If you missed it, read the always interesting Fareed Zakaria's "To Become an American" in yesterday's Washington Post. Zakaria has a fun little rhetorical gambit, suggesting that the anti-immigration forces in the U.S. are trying to transform American immigration law along European lines. (That ought to get under the skin of the oh so redder-than thou House Republians.) According to Zakaria:
Many Americans have become enamored of the European approach to immigration -- perhaps without realizing it. Guest workers, penalties, sanctions and deportation are all a part of Europe's mode of dealing with immigrants. The results of this approach have been on display recently in France, where rioting migrant youths again burned cars last week. Across Europe one sees disaffected, alienated immigrants, ripe for radicalism. The immigrant communities deserve their fair share of blame for this, but there's a cycle at work. European societies exclude the immigrants, who become alienated and reject their societies. . . . . Compared with every other country in the world, America does immigration superbly. Do we really want to junk that for the French approach?
Zakaria also pin point the fundamental contradiction faced by many conservative Republicans who support free trade in goods but not free trade in labor:
The United States has a real problem with flows of illegal immigrants, largely from Mexico (70 percent of illegal immigrants are from that one country). But let us understand the forces at work here. "The income gap between the United States and Mexico is the largest between any two contiguous countries in the world," writes Stanford historian David Kennedy. That huge disparity is producing massive demand in the United States and massive supply from Mexico and Central America. Whenever governments try to come between these two forces -- think of drugs -- simply increasing enforcement does not work. Tighter border control is an excellent idea, but to work, it will have to be coupled with some recognition of the laws of supply and demand -- that is, it will have to include expansion of the legal immigrant pool.
What he said...
Nate, I can't help but notice a real flaw in the analogy of the drug market to the labor market. The intense demand for, and the abundant supply of, drugs, are impossible to keep from satisfying each other by regulatory means because they involve millions of individual actors who all live in relative obscurity. But wouldn't a similar regulation on labor (say, prohibiting businesses from hiring undocumented workers) likely be far more effective, if zealously enforced? The difference is that the market for workers is composed of companies, who cannot hide from regulators and are required to document their personnel decisions, etc. Thus, while I won't disagree about the rightness of the policy, I can't imagine that the ability to prevent American employers from hiring undocumented aliens is beyond America's powers, given the right mix of sanctions and oversight.
Posted by: Ryan Bell | April 05, 2006 at 04:43 PM
"I can't imagine that the ability to prevent American employers from hiring undocumented aliens is beyond America's powers, given the right mix of sanctions and oversight."
Ryan, I am skeptical. It seems to me that a serious crackdown against illegal immigration without a simultaneous easing of restrictions on legal immigration would require unacceptably high levels of coercion. One can in theory I suppose supress anything -- although I am skeptical. It seems to me that the real quesiton is whether you can suppress something without creating a police state.
Don't get me wrong. There are elements of illegal immigration that are really nasty and ought to be supressed -- e.g. the cayotes who run people across the border -- but in some ways I suspect that drugs are easier to suppress. Immigrants have brains, while bags of cocaine do not.
Posted by: Nate Oman | April 05, 2006 at 05:17 PM
I don't think that I buy David Kennedy's statement that, "The income gap between the United States and Mexico is the largest between any two contiguous countries in the world." What about Greece and Albania? Parts of Spain are contiguous with Morocco. Also, North Korea and South Korea are contiguous. What about Afghanistan and Iran?
Milton Friedman said something to the effect that every known instance of price controls in history has created a black market. If we look at immigration regulation as a price on immigration, and look at illegal immigration as a black market, then it seems likely that we will have an illegal immigration problem that correlates nicely with the restrictiveness of the legal immigration problem (other things being equal). But there is no question of completely doing away with illegal immigration so long as there are any practical restrictions at all. We can make the problem manageable by resorting to a Stalinesque level of enforcement or easing restrictions to a workable level. Since a Stalinesque level of enforcement is out of the question, that means easing restrictions. This suits me fine, since I'm a big fan of immigration anyway.
Posted by: DKL | April 05, 2006 at 05:45 PM
Well, if hiring an illegal could cost you your citizenship (and give it to the illegal) you could easily construct market forces that would make enforcement of the laws much more dramatic than they are now.
It is easy to design regulatory schemes that can work.
It is much, much, much harder to design those that we would find tolerable.
Posted by: Stephen M (Ethesis) | April 09, 2006 at 07:47 PM
It seems to me though that the only real solution to the illegal immigration problem is to solve the problems of Mexico. I'll give Fox credit for making a dent. But the poor in Mexico simply aren't seeing the benefits that many others are. Part of this is due to the high birth rate but a large part is due to the programs of the Mexican government not to mention the anti-business climate due to corruption and other problems.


* **Your assignment**:
Number of lines below with "longer": work it out and reply with that number only.

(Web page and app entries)
=== Section Start ===

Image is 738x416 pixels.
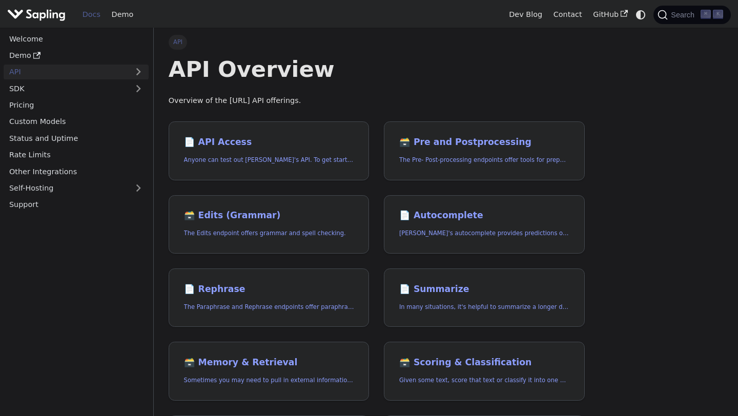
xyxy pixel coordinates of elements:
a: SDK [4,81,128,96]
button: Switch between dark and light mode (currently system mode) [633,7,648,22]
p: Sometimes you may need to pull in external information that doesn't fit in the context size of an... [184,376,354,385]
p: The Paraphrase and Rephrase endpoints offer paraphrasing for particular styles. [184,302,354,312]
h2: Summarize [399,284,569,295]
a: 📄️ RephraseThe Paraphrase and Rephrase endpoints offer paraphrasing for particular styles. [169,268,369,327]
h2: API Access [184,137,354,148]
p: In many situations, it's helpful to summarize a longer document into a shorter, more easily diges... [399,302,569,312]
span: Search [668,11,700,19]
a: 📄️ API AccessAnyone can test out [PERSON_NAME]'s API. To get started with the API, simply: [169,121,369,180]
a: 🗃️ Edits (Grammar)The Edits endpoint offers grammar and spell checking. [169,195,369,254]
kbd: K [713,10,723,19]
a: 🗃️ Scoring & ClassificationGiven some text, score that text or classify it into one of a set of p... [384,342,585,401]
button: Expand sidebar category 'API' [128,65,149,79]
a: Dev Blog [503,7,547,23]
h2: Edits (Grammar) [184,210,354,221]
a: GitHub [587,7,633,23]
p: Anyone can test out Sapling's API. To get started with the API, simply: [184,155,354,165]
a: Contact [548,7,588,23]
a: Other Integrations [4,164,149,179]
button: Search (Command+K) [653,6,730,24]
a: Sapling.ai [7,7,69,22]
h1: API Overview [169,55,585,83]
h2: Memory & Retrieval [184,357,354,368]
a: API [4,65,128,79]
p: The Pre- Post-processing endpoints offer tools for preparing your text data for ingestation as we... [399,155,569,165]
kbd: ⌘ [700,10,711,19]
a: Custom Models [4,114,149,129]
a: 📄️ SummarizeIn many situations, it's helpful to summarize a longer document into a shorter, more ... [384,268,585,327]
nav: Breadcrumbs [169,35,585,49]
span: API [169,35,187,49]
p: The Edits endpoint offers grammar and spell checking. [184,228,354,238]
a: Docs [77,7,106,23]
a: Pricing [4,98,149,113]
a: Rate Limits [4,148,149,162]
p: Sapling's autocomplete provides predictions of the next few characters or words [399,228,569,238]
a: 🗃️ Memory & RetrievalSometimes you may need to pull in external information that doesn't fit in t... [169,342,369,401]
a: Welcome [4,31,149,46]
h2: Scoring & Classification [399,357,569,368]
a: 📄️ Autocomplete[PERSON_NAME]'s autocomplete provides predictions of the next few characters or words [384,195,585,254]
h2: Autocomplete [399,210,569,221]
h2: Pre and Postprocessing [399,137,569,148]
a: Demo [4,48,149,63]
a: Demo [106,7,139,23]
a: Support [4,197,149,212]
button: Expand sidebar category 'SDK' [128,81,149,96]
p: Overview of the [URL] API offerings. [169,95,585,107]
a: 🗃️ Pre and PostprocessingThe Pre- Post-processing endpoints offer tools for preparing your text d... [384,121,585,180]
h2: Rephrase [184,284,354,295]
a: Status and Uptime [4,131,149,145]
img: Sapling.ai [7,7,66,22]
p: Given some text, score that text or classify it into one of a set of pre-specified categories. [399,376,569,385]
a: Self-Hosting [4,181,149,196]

=== Section End ===

* **Response to the task**:
2